Sinlung /
04 February 2015

A Slice of Royalty

MK Binodini Devi, Somi Roy,
Somi Roy, son of the late novelist MK Binodini Devi. (Source: Deepak Shijagurumayum)


By Esha Roy

It was northeast India’s first entry at the Jaipur Literature Festival. Churachand Maharajgi Imung, (The Maharaja’s Household: A Daughter’s Memories of Her Father) (Zubaan Books) is the story of Maharajkumari Binodini Devi, presented by her son Somi Roy, and uncle of the present King of Manipur Leishemba Sanajaoba.

“The rest of the country has little idea about Manipur, and the Northeast in general. It’s either all the news of violence or an exotic view of the state from the government’s tourism website. By exoticising us, we are seen as ‘the other’. At Jaipur, Manipur has finally claimed a seat at the table,” said Roy, at the launch of the book during the recently concluded festival in Jaipur.

When The Indian Express met him in Manipur, there’s none of the political rhetoric. He sits on the lawns of his mother’s home as white butterflies flit across. In the same garden at the back, is a pond, and two imposing trees flank a shed where performances were once held. “Some of my earliest memories of home was when I was barely four-years-old. Every evening, around 10-15 artistes would come home either to practice a play or sing Rabindra sangeet. Where we are sitting was once the heart of Manipuri culture and Binodini Devi was the Renaissance figure of Manipur,” he says.
MK Binodini Devi, a descendent of the Ningthouja dynasty, passed away in January 2011. A student of painting and sculpture at Shantiniketan’s Kala Bhavan from 1948 to 1950, she was greatly influenced by the works of Rabindranath Tagore. But it is through her writings that Imasi or the Royal Mother, came to be known in Manipur as its first educated woman and author. She went on to win the Sahitya Kala Akademi award in 1976 and the Padma Shri for Literature the same year.

“MK Binodini was Manipur’s Jahanara. Like Jahanara, she was a privileged princess. She was educated, she wrote and was published. And like Jahanara she loved her father dearly and stayed with him at his time of isolation till the end,’’ says Roy. This book was her last published work. She was the daughter of Maharaja Churachand Singh (1891-1941) and his queen Maharani Dhanamanjuri Devi. Princess Binodini was the youngest of five daughters from this queen (her father had an elder queen) and her book begins in 1891 when the Maharaja was still a boy and Manipur was Britain’s last acquisition. The book straddles the dual worlds of Manipuri tradition and modernity — of palace events, equestrian sports on one hand, and the building of Manipur and resistance towards the British, on the other.
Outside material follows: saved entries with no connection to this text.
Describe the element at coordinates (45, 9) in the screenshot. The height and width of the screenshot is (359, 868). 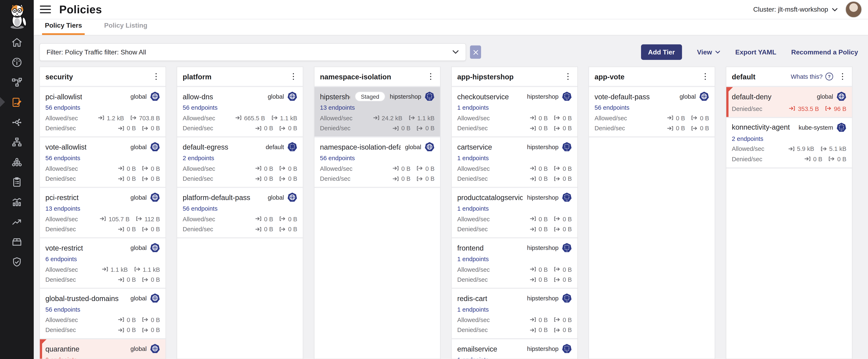
I see `menu-hamburger-button` at that location.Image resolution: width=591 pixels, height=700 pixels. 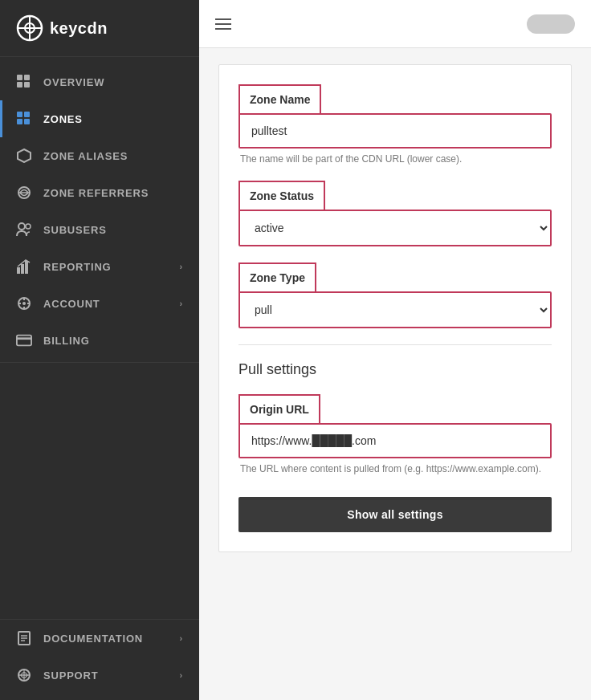 I want to click on sidebar-item-label: BILLING, so click(x=67, y=340).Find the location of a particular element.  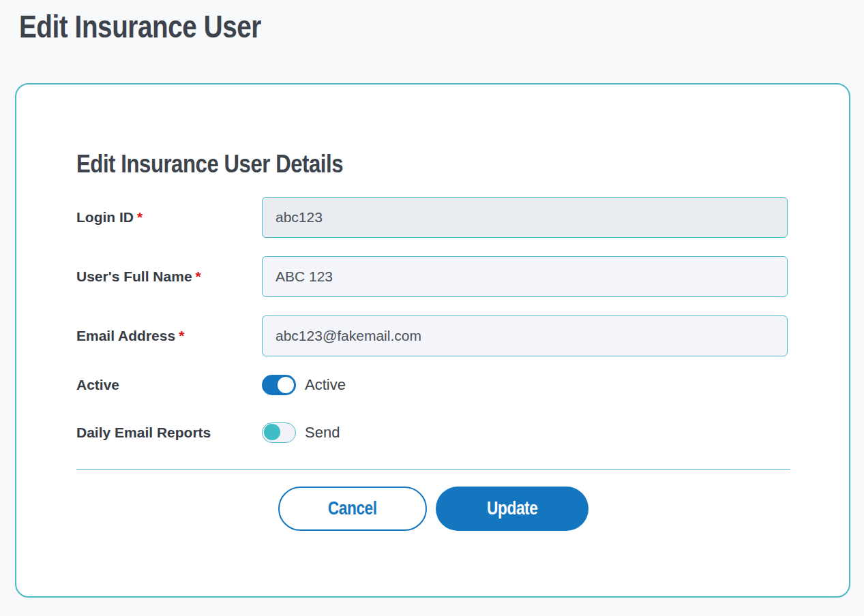

daily-email-reports-toggle is located at coordinates (279, 433). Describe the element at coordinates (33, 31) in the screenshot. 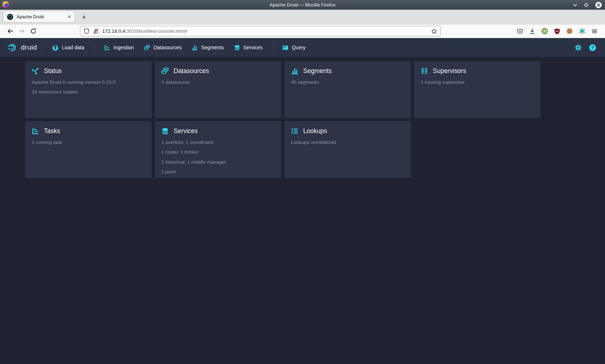

I see `reload-icon` at that location.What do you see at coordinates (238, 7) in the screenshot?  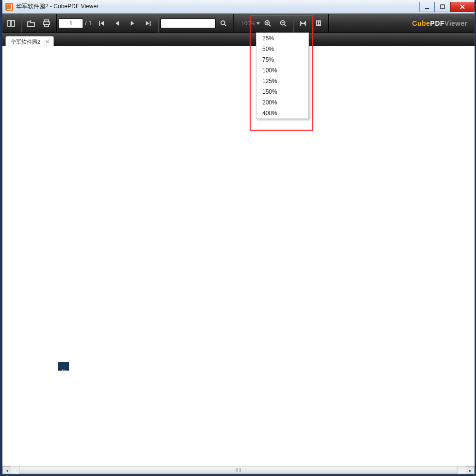 I see `titlebar: 华军软件园2 - CubePDF Viewer` at bounding box center [238, 7].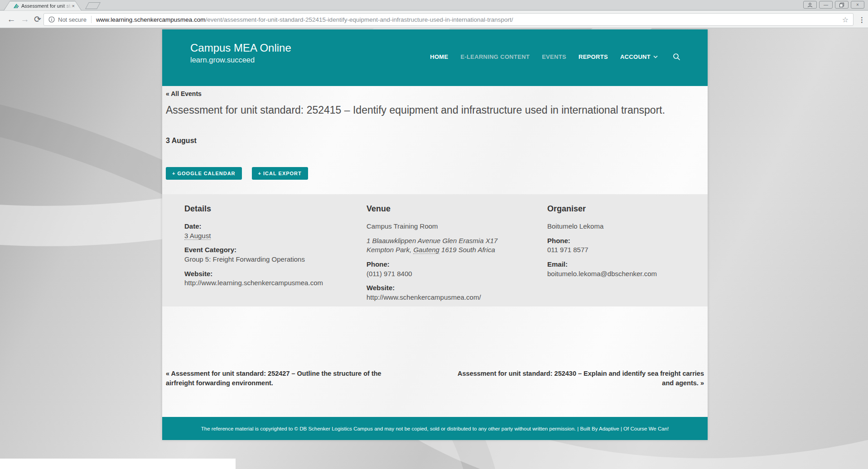 Image resolution: width=868 pixels, height=469 pixels. Describe the element at coordinates (264, 250) in the screenshot. I see `event-category-label: Event Category:` at that location.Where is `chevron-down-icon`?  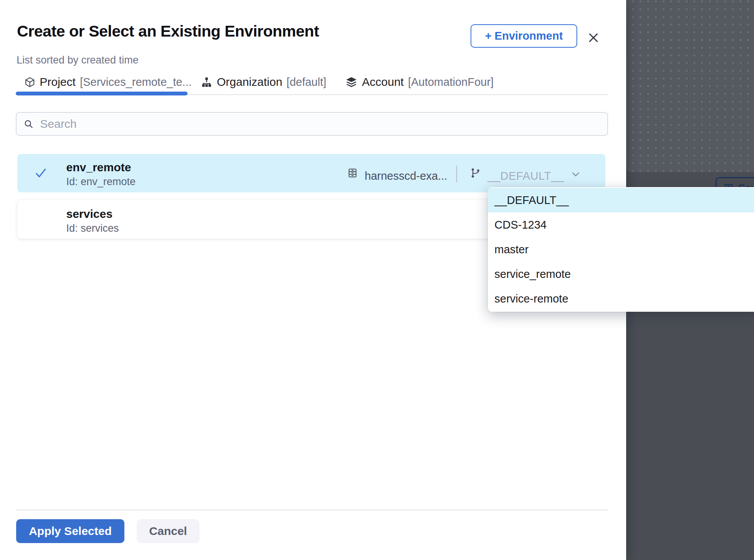 chevron-down-icon is located at coordinates (576, 174).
There are stories about the royal staff, the tailors, the ironers, the coal workers, the soldiers’ wives who came, the hangers-on and the wet-nurses. Traditions, unique to Manipur, come alive in the pages. For instance, the bridal procession of a princess, which is headed not by the queen mother but the wet-nurse or the maid. She sits on a phiranji or a patch of red velvet usually reserved for royalty in the kingdom and has her own palanquin and brings the princess bride to her new home.

After Roy’s coaxing in 1992, on a visit to New York, Binodini Devi began writing her stories as a column in a Manipuri newspaper Poknapham. “The book is essentially a compilation of these essays,” says Roy, who has translated the book into English. A film curator in New York, Roy has now started a trust called Imasi, which preserves and promotes his mother’s art and the culture of Manipur.